Judges 11:24 - Peter Pett's Commentary on the Bible

Bible Comments

Will you not possess that which Chemosh your god gives you to possess? So whoever Yahweh our God has dispossessed from before us, them we will possess.”

Chemosh was in fact the god of Moab, not the god of Ammon. Their god was Melek (Molech, Milcom). Thus many have claimed that Jephthah here made a mistake. But he has made no mistake. The king of Ammon was arguing about and laying claim to land that had in times past, before the Amorites had captured it, belonged to Moab, and he was making his claim on those very grounds (Judges 11:13). From his viewpoint that land had once belonged to Chemosh.

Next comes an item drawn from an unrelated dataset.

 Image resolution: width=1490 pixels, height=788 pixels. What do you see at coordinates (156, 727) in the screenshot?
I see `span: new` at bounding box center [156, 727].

So Jephthah wanted him to face up to the fact that it was Chemosh who had relinquished it to the Amorites (Numbers 21:29).

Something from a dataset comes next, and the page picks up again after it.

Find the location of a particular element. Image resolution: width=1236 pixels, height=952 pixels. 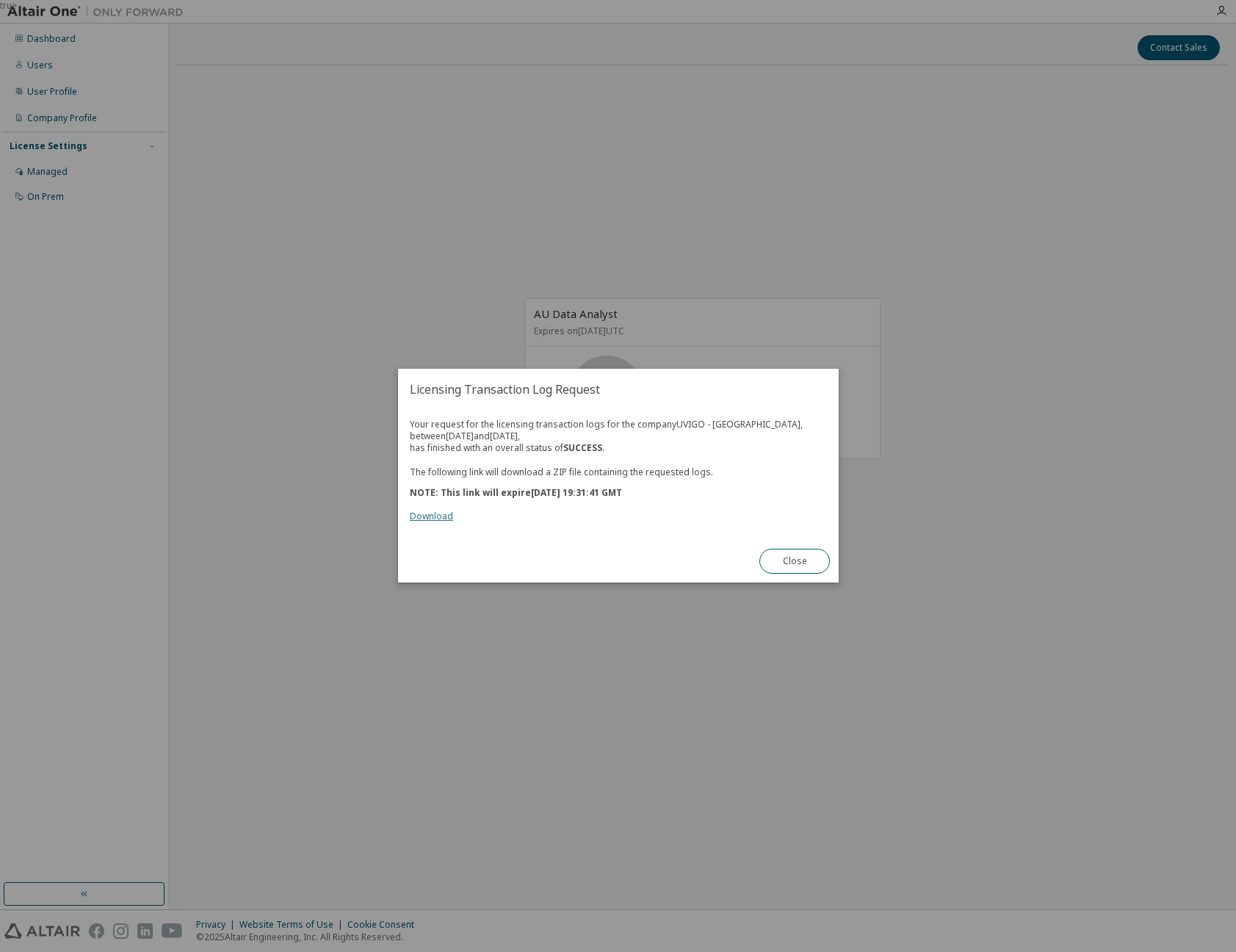

b: SUCCESS is located at coordinates (583, 447).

Essentially, he was saying, it was Chemosh, their own god (one of the gods of the confederacy) who had not given its possession to the Moabites, nor to the Ammonites, and it was this Chemosh to whom the king of the Ammonites was in the last resort appealing, Chemosh who had given it to the Amorites. Let them therefore possess what he had patently given to them, and recognise that he gave that other land to the Amorites and that Yahweh has take that land from the Amorites and given it to Israel. And that that is why they now claimed possession of it.

Once we recognise that the king of Ammon was speaking on behalf of an Ammonite/Moabite alliance (which he had to be to make the claim for the land that he made) the difficulty disappears. He was speaking on behalf of both Melek and Chemosh, and in relation to that particular land, of Chemosh. It was Chemosh who could theoretically claim a past right to the land, not Melek.

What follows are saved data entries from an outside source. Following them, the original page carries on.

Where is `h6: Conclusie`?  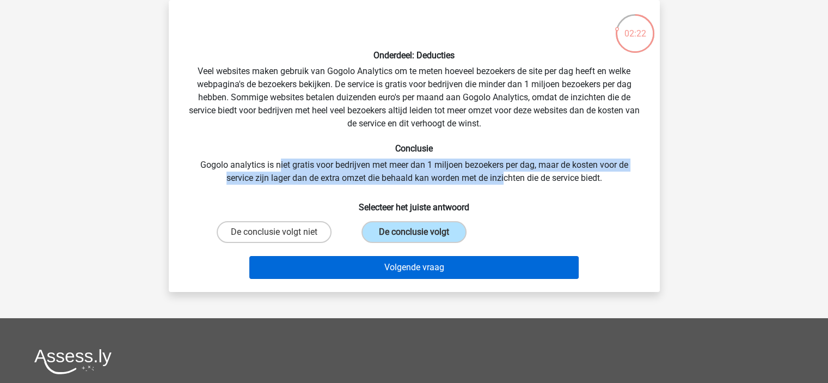 h6: Conclusie is located at coordinates (414, 148).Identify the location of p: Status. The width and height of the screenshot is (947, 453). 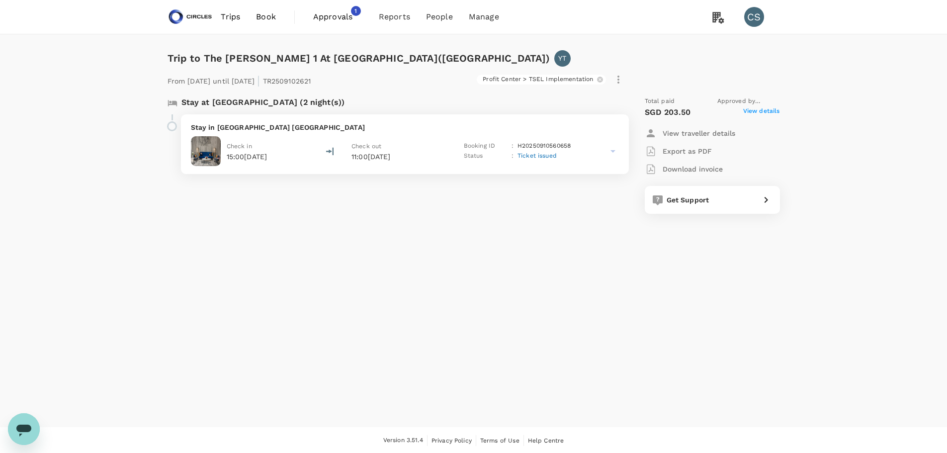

We must also recognise the possibility that Jephthah was cleverly trying to sow the seeds of division between the two allies. If he could get them to argue Melek against Chemosh, and that it was the king of Moab who should be asking for the land and not the king of Ammon, he would have divided their ranks.

At this point we can consider the effect these arguments, read out before his own men, were having on them. They would be chuckling and cheering and feeling strongly fortified. And his hope was that when the Ammon/Moabite leadership and their men heard it they would be feeling the opposite.

Jephthah now went on to point out that their delay in making this claim itself demonstrated that they had no case, and that no one in the past had dared to argue with Israel about it.

Judges 11:24

24 Wilt not thou possess that which Chemosh thy god giveth thee to possess? So whomsoever the LORD our God shall drive out from before us, them will we possess.